Truths do sometimes set people free, especially when people have a basis of strength to start with. And truths can be especially energizing when, as was the case with Martin-Baró, proclaiming them takes courage. Similarly, Tom Paine’s truths in Common Sense energized many colonials to take action against the British. Paine’s readers had not lost their self-respect, community, and sense of power. Paine’s audience also knew that Paine was risking his life to write and publish Common Sense. The power of truth to energize often lies in the risk that it takes to state it.
​
Generally in the United States, telling the truth about corporate-government tyranny and injustice requires little real risk, and so such truths provide little energy. It is not that there is no value in exposing more truths about the corporatocracy. However, many professional activists and educators have become lazy, pursing only easy, risk-free truths that are not energizing.
​
I wish my declaring the truth of people’s personal abusive relationships or the truth of their systemic corporate-governmental abuse were enough to set them free. I wish that the people I know caught up in this state of helplessness could be spurred to action by lectures—that would be an easy fix. But more often, lectures are a turnoff. What these victims of abuse need is the strength to do something with the truth of their abuse—strength that comes from support, morale, healing, and self-respect, as well as practical strategies and tactics.
​
The oppression faced by the Salvadorans whom Martin-Baró worked with was different from the oppression we face in the United States today, yet oppression need not be physically brutalizing in order to damage the bonds of community and people’s sense of self-worth.
We would do well to reject a mainstream psychology that tacitly fosters compliance to the status quo.
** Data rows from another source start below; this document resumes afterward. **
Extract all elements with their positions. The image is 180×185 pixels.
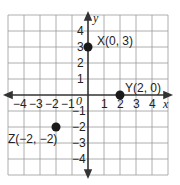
point-x [84, 43, 93, 52]
svg-text:1: 1 [101, 97, 108, 111]
svg-text:−2: −2 [45, 97, 59, 111]
svg-text:4: 4 [77, 24, 84, 38]
svg-text:2: 2 [77, 56, 84, 70]
svg-text:−3: −3 [29, 97, 43, 111]
point-y [116, 91, 125, 100]
x-axis-label: x [162, 97, 169, 111]
y-axis-label: y [92, 11, 99, 25]
point-z [52, 123, 61, 132]
svg-text:−1: −1 [72, 104, 86, 118]
y-axis-down-arrow-icon [85, 170, 91, 177]
point-y-label: Y(2, 0) [125, 81, 161, 95]
coordinate-plane: y x 0 −4 −3 −2 −1 1 2 3 4 4 3 2 1 −1 −2 … [0, 0, 180, 185]
y-axis-up-arrow-icon [85, 13, 91, 20]
svg-text:−3: −3 [72, 136, 86, 150]
svg-text:−4: −4 [13, 97, 27, 111]
point-z-label: Z(−2, −2) [8, 132, 57, 146]
svg-text:3: 3 [77, 40, 84, 54]
svg-text:1: 1 [77, 72, 84, 86]
x-axis-left-arrow-icon [5, 92, 12, 98]
svg-text:3: 3 [133, 97, 140, 111]
axes [5, 13, 171, 177]
svg-text:−4: −4 [72, 152, 86, 166]
svg-text:4: 4 [149, 97, 156, 111]
point-x-label: X(0, 3) [97, 34, 133, 48]
svg-text:−2: −2 [72, 120, 86, 134]
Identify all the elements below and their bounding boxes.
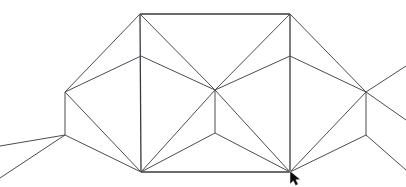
- edge-midleft-to-center: [141, 56, 215, 90]
- edge-rightpeak-to-bottomright: [290, 92, 366, 172]
- edge-midleft-to-leftpeak: [65, 56, 141, 92]
- edge-rightbranch-offscreen: [366, 135, 406, 170]
- edge-leftbranch-to-bottomleft: [65, 135, 141, 172]
- edge-topright-to-rightpeak: [290, 14, 366, 92]
- edge-rightpeak-offscreen-upper: [366, 66, 406, 92]
- edge-rightbranch-to-bottomright: [290, 135, 366, 172]
- edge-leftpeak-to-bottomleft: [65, 92, 141, 172]
- edge-centerbranch-to-bottomright: [215, 133, 290, 172]
- left-wing-edges: [0, 14, 141, 178]
- right-wing-edges: [290, 14, 406, 172]
- edge-topleft-to-center: [140, 14, 215, 90]
- edge-topright-to-center: [215, 14, 290, 90]
- edge-leftbranch-offscreen-upper: [0, 135, 65, 146]
- edge-midright-to-rightpeak: [290, 56, 366, 92]
- edge-rightpeak-offscreen-lower: [366, 92, 406, 120]
- edge-leftbranch-offscreen-lower: [0, 135, 65, 178]
- edge-topleft-to-leftpeak: [65, 14, 140, 92]
- edge-center-to-bottomleft: [141, 90, 215, 172]
- wireframe-mesh-diagram: [0, 0, 406, 187]
- edge-centerbranch-to-bottomleft: [141, 133, 215, 172]
- edge-midright-to-center: [215, 56, 290, 90]
- edge-center-to-bottomright: [215, 90, 290, 172]
- center-fan-edges: [140, 14, 290, 172]
- edge-frame-left-vertical: [140, 14, 141, 172]
- drawing-canvas[interactable]: [0, 0, 406, 187]
- mouse-pointer-icon: [290, 171, 300, 186]
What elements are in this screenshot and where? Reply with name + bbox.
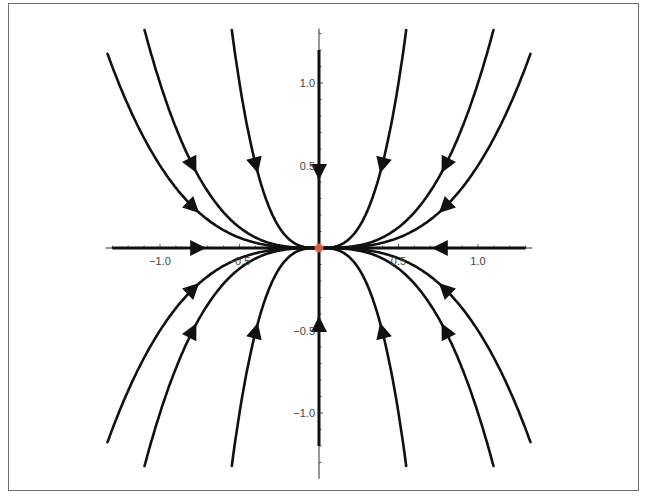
flow-arrow-icon: [246, 156, 262, 173]
trajectory-curve: [108, 248, 320, 442]
y-tick-label: −0.5: [293, 325, 315, 337]
y-tick-label: 0.5: [300, 160, 315, 172]
trajectory-curve: [232, 248, 319, 466]
flow-arrow-icon: [376, 323, 392, 340]
trajectory-curve: [319, 30, 494, 248]
flow-arrow-icon: [376, 156, 392, 173]
phase-portrait-chart: −1.0−0.50.51.01.00.5−0.5−1.0: [0, 0, 646, 498]
trajectory-curve: [319, 248, 406, 466]
x-tick-label: −1.0: [149, 255, 171, 267]
y-tick-label: 1.0: [300, 77, 315, 89]
trajectory-curve: [319, 248, 531, 442]
trajectory-curve: [319, 248, 494, 466]
trajectory-curve: [319, 54, 531, 248]
trajectory-curve: [232, 30, 319, 248]
trajectory-curve: [108, 54, 320, 248]
trajectory-curve: [145, 248, 320, 466]
flow-arrow-icon: [246, 323, 262, 340]
x-tick-label: 1.0: [470, 255, 485, 267]
x-axis-arrow-icon: [432, 240, 448, 256]
x-tick-label: 0.5: [391, 255, 406, 267]
x-axis-arrow-icon: [190, 240, 206, 256]
trajectory-curve: [319, 30, 406, 248]
x-tick-label: −0.5: [229, 255, 251, 267]
equilibrium-point: [315, 244, 324, 253]
trajectory-curve: [145, 30, 320, 248]
y-tick-label: −1.0: [293, 407, 315, 419]
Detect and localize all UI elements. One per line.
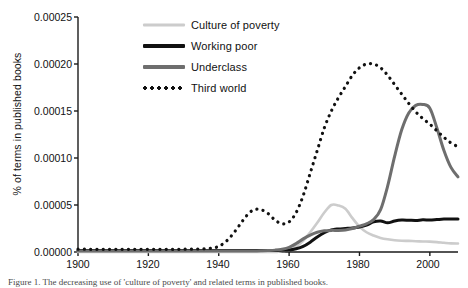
- legend-swatch-culture-of-poverty: [143, 19, 185, 30]
- series-underclass: [78, 104, 458, 251]
- legend-swatch-working-poor: [143, 40, 185, 51]
- legend-item-underclass: Underclass: [143, 56, 280, 77]
- legend-item-culture-of-poverty: Culture of poverty: [143, 14, 280, 35]
- series-working-poor: [78, 219, 458, 251]
- legend-label-culture-of-poverty: Culture of poverty: [191, 19, 280, 31]
- series-culture-of-poverty: [78, 204, 458, 252]
- legend-label-working-poor: Working poor: [191, 40, 257, 52]
- legend-item-working-poor: Working poor: [143, 35, 280, 56]
- legend-item-third-world: Third world: [143, 77, 280, 98]
- chart-legend: Culture of poverty Working poor Undercla…: [143, 14, 280, 98]
- legend-label-third-world: Third world: [191, 82, 247, 94]
- legend-swatch-underclass: [143, 61, 185, 72]
- legend-swatch-third-world: [143, 82, 185, 93]
- figure-container: % of terms in published books 0.00025 0.…: [0, 0, 468, 288]
- legend-label-underclass: Underclass: [191, 61, 247, 73]
- figure-caption: Figure 1. The decreasing use of 'culture…: [8, 277, 460, 288]
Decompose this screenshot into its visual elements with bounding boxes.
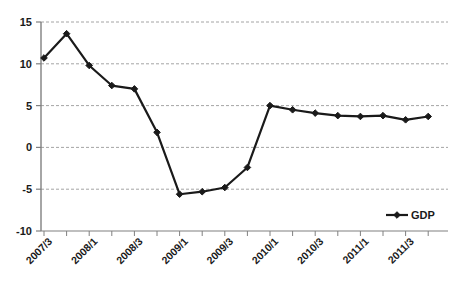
legend-label-gdp: GDP xyxy=(411,209,435,221)
y-tick-label: 10 xyxy=(20,58,32,70)
y-tick-label: 5 xyxy=(26,100,32,112)
y-tick-label: -5 xyxy=(22,183,32,195)
chart-canvas: 151050-5-10 2007/32008/12008/32009/12009… xyxy=(0,0,454,285)
y-tick-label: 15 xyxy=(20,16,32,28)
y-tick-label: -10 xyxy=(16,225,32,237)
gdp-line-chart: 151050-5-10 2007/32008/12008/32009/12009… xyxy=(0,0,454,285)
y-tick-label: 0 xyxy=(26,141,32,153)
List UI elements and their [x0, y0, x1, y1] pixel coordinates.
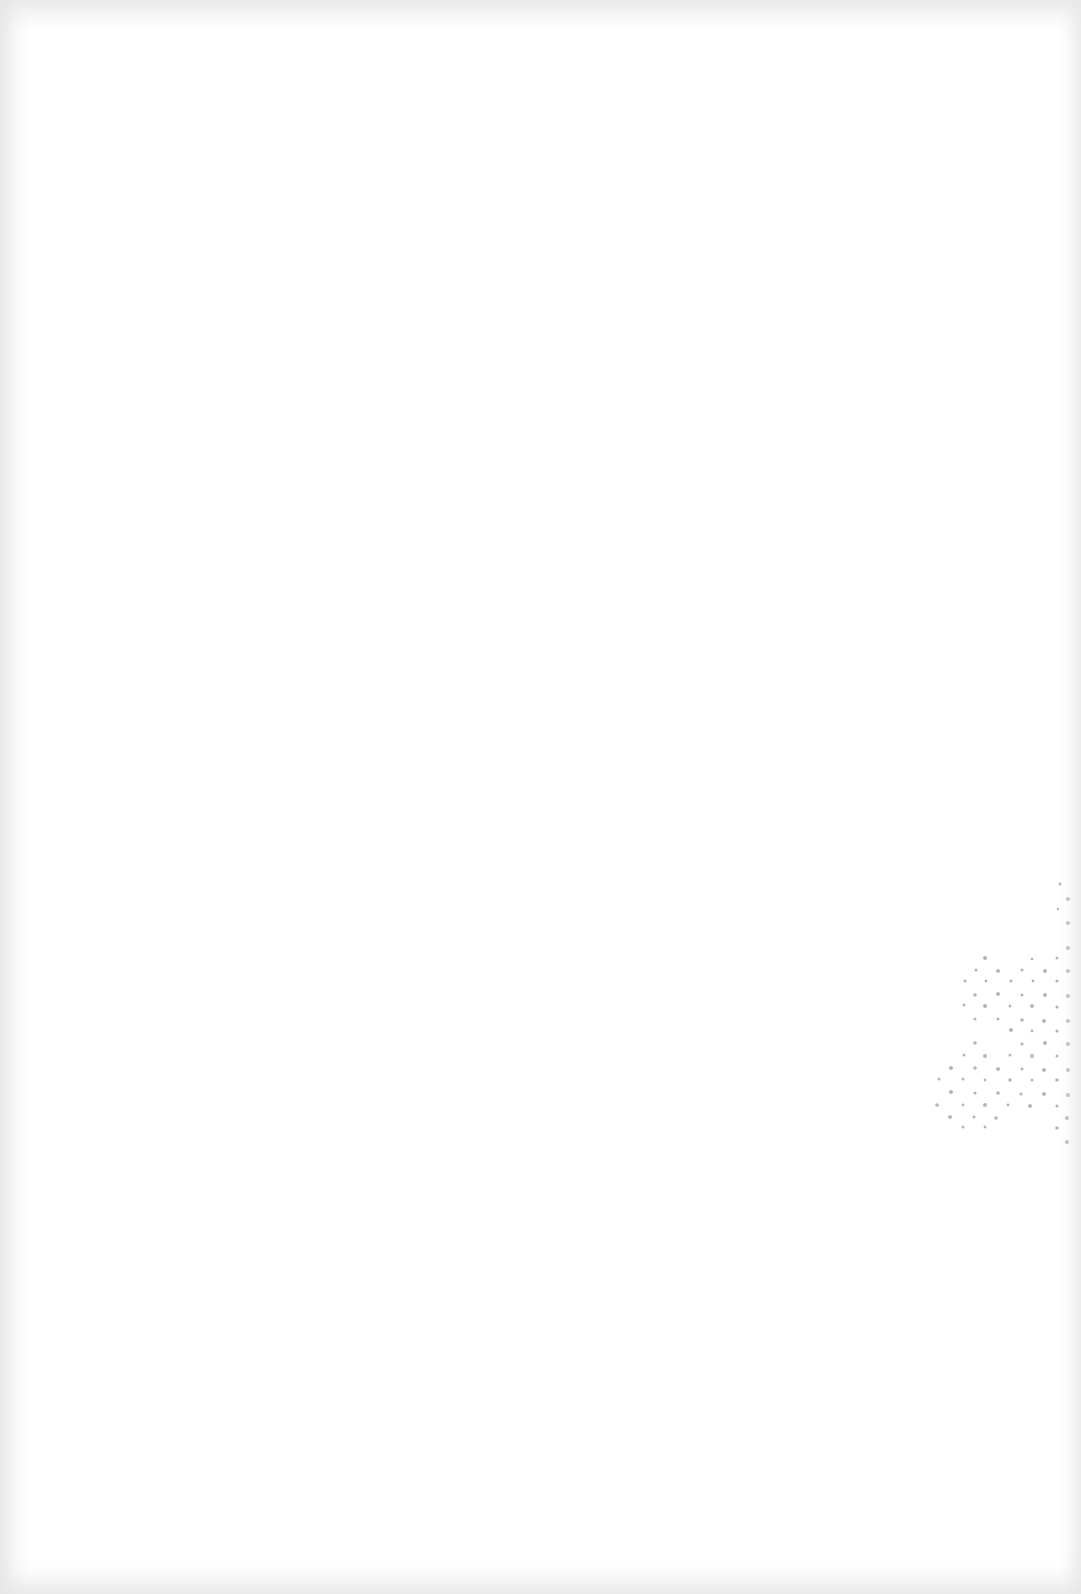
scan-edge-shading [0, 0, 1081, 1594]
blank-page [0, 0, 1081, 1594]
dot-pattern-bleed-through [0, 0, 1081, 1594]
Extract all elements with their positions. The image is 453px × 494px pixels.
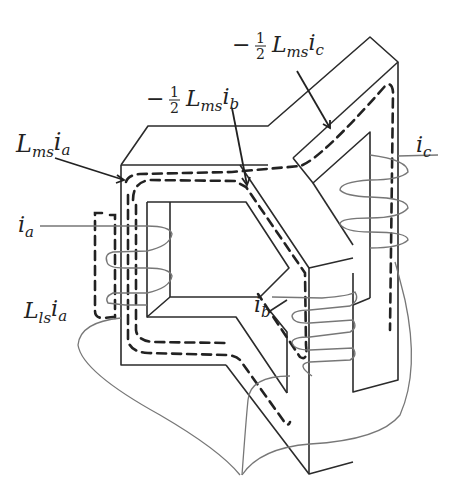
svg-text:1: 1 <box>256 30 265 46</box>
label-mutual-b: − 1 2 Lmsib <box>146 84 239 116</box>
svg-text:Lmsic: Lmsic <box>271 30 325 61</box>
label-current-b: ib <box>254 292 271 321</box>
coil-a <box>40 226 172 305</box>
svg-text:−: − <box>232 32 250 57</box>
three-phase-core-diagram: Lmsia − 1 2 Lmsib − 1 2 Lmsic Llsia ia i… <box>0 0 453 494</box>
label-current-a: ia <box>18 212 34 241</box>
label-leakage-a: Llsia <box>23 296 67 327</box>
svg-text:1: 1 <box>170 84 179 100</box>
label-mutual-c: − 1 2 Lmsic <box>232 30 325 62</box>
svg-text:−: − <box>146 86 164 111</box>
flux-paths <box>95 84 393 424</box>
coil-c <box>340 155 438 248</box>
svg-text:2: 2 <box>256 46 265 62</box>
svg-text:2: 2 <box>170 100 179 116</box>
label-mutual-a: Lmsia <box>15 128 71 161</box>
svg-text:Lmsib: Lmsib <box>185 84 239 115</box>
label-current-c: ic <box>416 132 432 161</box>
In contrast, we need a liberation psychology that promotes constructive rebellion against dehumanizing institutions and, at the same time, aims at building a genuinely democratic society. In the United States, liberation psychology needs to focus on the specific ways Americans have been pacified and demoralized. And it must focus on how we can be made whole again, so as to regain strength to fight for ourselves and our communities.
​
Liberation Psychology in Practice
​
My form of practiced liberation psychology stems from my clinical experience. It is decidedly in opposition to resentment-producing coercions; it is about helping individuals and families build respectful relationships.
I have counseled hundreds of young people and adults who had been previously labeled with oppositional defiant disorder, attention deficit hyperactivity disorder, substance abuse, depression, schizophrenia, and other psychiatric diagnoses. What strikes me is how many of these people are essentially anti-authoritarians. A major problem for these young anti-authoritarians is that most mental health professionals who had previously diagnosed them have no familiarity with political ideologies that far better characterize these teenagers’ thinking and behaviors than does any mental disorder.
...
​
Activists and therapists need to have humility, especially with regard to their affection and respect—or lack of thereof—for those they are working with. If an activist or a therapist lacks such affection and respect, those whom they are working with will sense it and will likely be unreceptive. Humility also means accepting that one is not capable of being helpful to everyone, and having faith that somebody else, perhaps at some other point of time, may well be helpful.
Liberation psychology, in short, is about helping create self-respect, respectful relationships, and empowerment, and it is about helping people reject the role of either victim or victimizer."